Congenital deafness affects the functional and anatomical properties of the auditory system (Kral et al, 2019, Ann Rev Neurosci). It has been suggested that congenital deafness affects predominantly corticocortical functional connections within but also beyond the auditory system (the connectome model of deafness, Kral et al, 2016, Lancet Neurol). This may lead to increased risk of cognitive deficits in deaf children. Indeed, so-called induced responses, indicative of corticocortical interactions, were reduced in the auditory cortex of congenitally deaf cats (Yusuf et al, 2017, Brain). Here Dr Kral’s group directly investigated effective connectivity between primary and secondary areas of congenitally deaf cats (CDC).
In adult hearing cats (HC) and CDCs, responses to acoustic and electric stimulation (through a cochlear implant) were compared. Recordings were in the primary auditory field (A1) and the higher order posterior auditory field (PAF) using multielectrode arrays. Penetrations were histologically reconstructed. For effective connectivity pairwise phase consistency, weighted phase-lag index and nonparametric Granger causality were determined and compared. Additionally, spike-field coherence was computed between different recording sites.

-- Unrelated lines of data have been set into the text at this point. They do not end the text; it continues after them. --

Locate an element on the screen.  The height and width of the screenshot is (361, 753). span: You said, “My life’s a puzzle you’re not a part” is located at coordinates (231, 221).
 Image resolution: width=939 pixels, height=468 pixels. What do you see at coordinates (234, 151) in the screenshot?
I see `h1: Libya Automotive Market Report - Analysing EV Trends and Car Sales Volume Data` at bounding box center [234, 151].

CDCs demonstrated a substantially reduced stimulus-related corticocortical coupling in the connectivity measures used. Largest deficits were observed in sensory-related top-down interactions, in the alpha and beta band (Yusuf et al, 2021, Front Neurosci). Furthermore, spike-field coherence revealed a decoupling of supragranular and infragranular layers in A1 (Yusuf et al, 2022, Front Syst Neurosci), likely responsible for dystrophic changes in the deep cortical layers (Berger et al, 2017, J Comp Neurol). The data document that corticocortical interactions are dependent on developmental hearing experience. These observations suggests that the congenitally deaf brain cannot incorporate top-down prediction information into auditory processing and thus have a deficient predictive processing.